In fact, it gave an opportunity to Republican Senator Niraj Antani to tweet, "Very disappointing that the @WhiteHouse’s readout of the @JoeBiden-@narendramodi call doesn’t acknowledge the plight of Bangladeshi Hindus, as the Indian Prime Minister’s readout does. Shameful. The Biden administration’s callous indifference of Bangladeshi Hindus is abhorrent."
It’s a different matter that Zelenskyy was undiplomatically castigating India for buying oil from Russia and providing Putin with a war chest. While Zelenskyy’s reservations were well known, Modi still chose to travel to Ukraine after its Kursk incursion. Russia has now recovered with an aggressive fusillade of missile attacks. At the time of writing, the exchange of fire has intensified. Zelenskyy’s Independence Day speech that promised war in Russia may have acquired a different spin altogether.
The US and NATO are aware that they cannot subdue Russia till two of its allies, China and India, stop supporting it. The US has been working on China to fall in line. In March, legislation was unveiled that would block China from buying oil from the Strategic Petroleum Reserve.
US experts have been telling India that there is no reason why it should buy any weapon from the Russians. The US has offered to set up a Kalashnikov factory in India, which they hope to bring from a former Soviet Republic. Kalashnikovs were a Russian monopoly, but after the collapse of the Soviet Union, it is available, in bulk, in other breakaway Soviet Republics of Eastern Europe and Central Asia.

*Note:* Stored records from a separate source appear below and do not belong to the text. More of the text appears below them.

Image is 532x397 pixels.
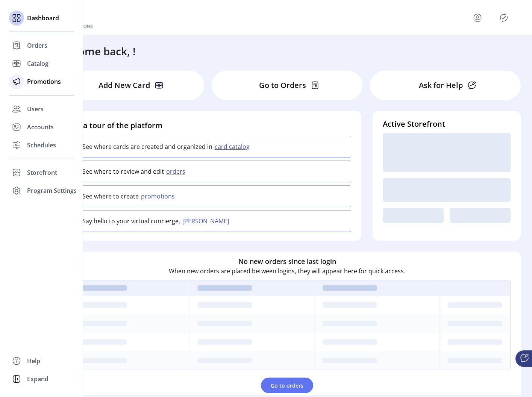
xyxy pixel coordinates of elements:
button: menu [472,12,483,24]
h4: Take a tour of the platform [64,120,351,131]
p: Add New Card [99,80,150,91]
span: Go to orders [271,382,304,390]
p: See where cards are created and organized in [82,142,212,151]
span: Help [27,357,40,366]
p: See where to review and edit [82,167,164,176]
span: Dashboard [27,14,59,23]
p: When new orders are placed between logins, they will appear here for quick access. [169,267,405,276]
span: Catalog [27,59,49,68]
span: Schedules [27,140,56,149]
p: Ask for Help [419,80,463,91]
button: Publisher Panel [498,12,510,24]
span: Accounts [27,122,54,131]
button: orders [164,167,190,176]
button: promotions [139,192,179,201]
span: Orders [27,41,47,50]
h4: Active Storefront [383,118,510,130]
p: See where to create [82,192,139,201]
p: Go to Orders [259,80,306,91]
p: Say hello to your virtual concierge, [82,217,180,226]
span: Users [27,104,43,113]
span: Storefront [27,168,57,177]
span: Program Settings [27,186,77,195]
button: card catalog [212,142,254,151]
span: Promotions [27,77,61,86]
button: [PERSON_NAME] [180,217,234,226]
h6: No new orders since last login [238,257,336,267]
h3: Welcome back, ! [54,43,136,59]
button: Go to orders [261,378,313,393]
span: Expand [27,375,49,384]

While Modi was in Ukraine, Defence Minister Rajnath Singh was in the US, meeting the heads of many arms manufacturers. There is, after all, the US-India Roadmap for Defence Industrial Cooperation. Rajnath reportedly bought snoopers to locate the presence of a submarine in Indian waters. Much of the equipment that India bought or seemed to be interested in had a visible China focus.
The manner in which the US is pressuring India, and to some extent China, has important implications for BRICS too, a multilateral body that is at the forefront of de-dollarising the world economy. India has been ambivalent about de-dollarisation and taking on the US. It had not attended the Shanghai Cooperation Summit at Astana earlier in June, which was piloted by Russia and China.
The next BRICS summit will take place in October in Kazan, Russia. 70 odd countries are keen to join the evolving multilateral body, much to the annoyance of the US and its NATO allies.
(The author is the editor of Delhi's Hardnews magazine. This is an opinion piece and the views expressed above are the author’s own. The Quint neither endorses nor is responsible for them.)